California Housing Inventory... the Real Story


Highlights
  1. The total loss, over the past 9-months, of most ‘affordable/exotic’ loan programs relied upon so heavily over the past five-years.
  2. Out-of-control supply with Foreclosure and Bank REO inventory surging to levels that now make the foreclosure market, ‘the real estate market’. In CA in April, 2008 Total Sales equaled 31,250, banks took back 22,328 homes from foreclosure auctions, and Foreclosure Resale’s were 38% of Total Sales. In April 2007, they were 5% of Total Sales.
  3. The ‘mortgage crisis’ moving up the credit spectrum from subprime to alt-a, and finally to a much larger percentage of the prime market than ever before thought…the latter primarly being due to the ‘negative equity effect’ and what was considered ‘Prime’ over the past five years, being far from it.
  4. A catastrophic 27% fall in CA median housing prices in the past 11-months, pushing a massive amount of home owners into a negative-equity position and increasing their likelihood of loan default across all borrower types.

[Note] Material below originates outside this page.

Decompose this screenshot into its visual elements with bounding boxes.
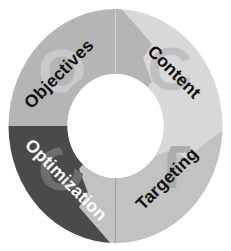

  5. New home buyers not having a large enough down payment or income/credit level to be able to qualify for new-vintage fixed-rate, fully documented mortgages.
  6. Potential, qualified buyers not being able to sell their present home to raise the down payment; not wanting to rent or yielding enough from renting their present home to buy a new home; or just not wanting to enter the market due to depressed confidence levels. Remember, most home buyers are existing home owners and not first-time home buyers or renters.
  7. A large percentage of home owner who used second mortgages or high-LTV single-lien financing to avoid a down payment and existing home owners who leveraged-up their homes by pulling cash-out to maximum LTV/CLTV levels having no ‘skin in the game’, defaulting and moving to the rental pool.
  8. Homes are still too expensive and it is still cheaper to rent in most cases. Buy vs rent ratios are still closer to peak levels than historic norms in many major metropolitan areas around the nation, especially in the bubble states.